Frankly, your "database" view is exactly what games have been doing all these years. Every rendering system worth talking about at least bears some resemblence to a scene graph/database. In the simplest case you have a completely static scene and can move the camera around, from which follows that you have at least one object mesh ("... whole entities") and a mathematical description of the camera, which happens to be a 4x4 transformation matrix in practice ("attributes needed to show them"). Textures, constant colors (green teapot vs orange teapot) etc further extend the "attributes needed to show them".

And real games have always done much more than that.

Meanwhile the hardware and accompanying APIs have evolved to support ever bigger and fancier databaseish features. E.g. fixed function vertex processing allows you to reuse a single mesh description for multiple instances of the same mesh in the same scene, by just loading a new transform matrix (64 bytes).
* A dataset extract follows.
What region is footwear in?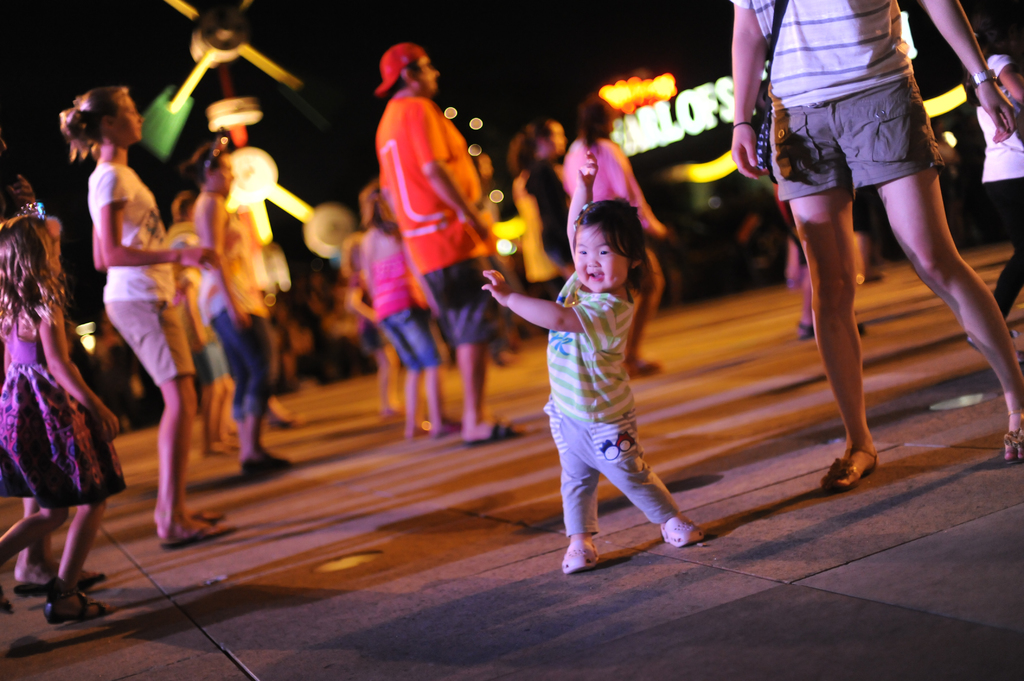
Rect(242, 451, 294, 477).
This was software first, but then moved to hardware.

HW fixed function transformation could only get the maximum bang out of static meshes though, and likewise mesh storage in graphics memory only made sense for static meshes. Deformations had to be done on the host CPU.
With programmable vertex processing you can do deformations on the hardware side very flexibly, and you can also put all the inputs in graphics memory (because they will stay static, despite of the result being dynamic).

All types of resources (geometry, vertex programs, fragment programs, constants for either, render targets, what-have-you) can be mixed and matched today after being specified/uploaded once.

I hope this wasn't all too obvious but after reading your post I thought it was worth mentioning :-|
 
Gi Guru's point is reasonable.

Currently the game runtime mIntains the complete scene description in some data structue (often referred to as a scene graph) and then submits some subset of that scene to the hardware generally as a set of Hardware instructions with no structire.

What he's suggesting I assume is that you move the entire scene descriptions and mangement onto the hardware. The hardware does the top level culling, and draws what's required. The application would simply update the changes to the scene.

Unfortunately this leads to the application holding a parallel data structure so it can keep track of the changes itself, it already needs to know where everything in the world is and their relationship to each other, so you don't save the data structure. And in large dynamic scenes it's entirely possible that you would have to move more data to the card than you would if you jsut created a new display list for the card.

Various bits and pieces of hardware have been able to do it at some level over the years, even the (very misnamed) Fast3D library on N64 allowed you to submit a sphere primitive that would jump over subsequent draw calls to allow object culling on the GPU. Having said that it was still more efficient in general to do the test on the CPU and not submit the primitives.

The only reason I can see for going this way is raytracing, where because of reflections it's unclear whether an object offscreen has significant impact on the final pixel.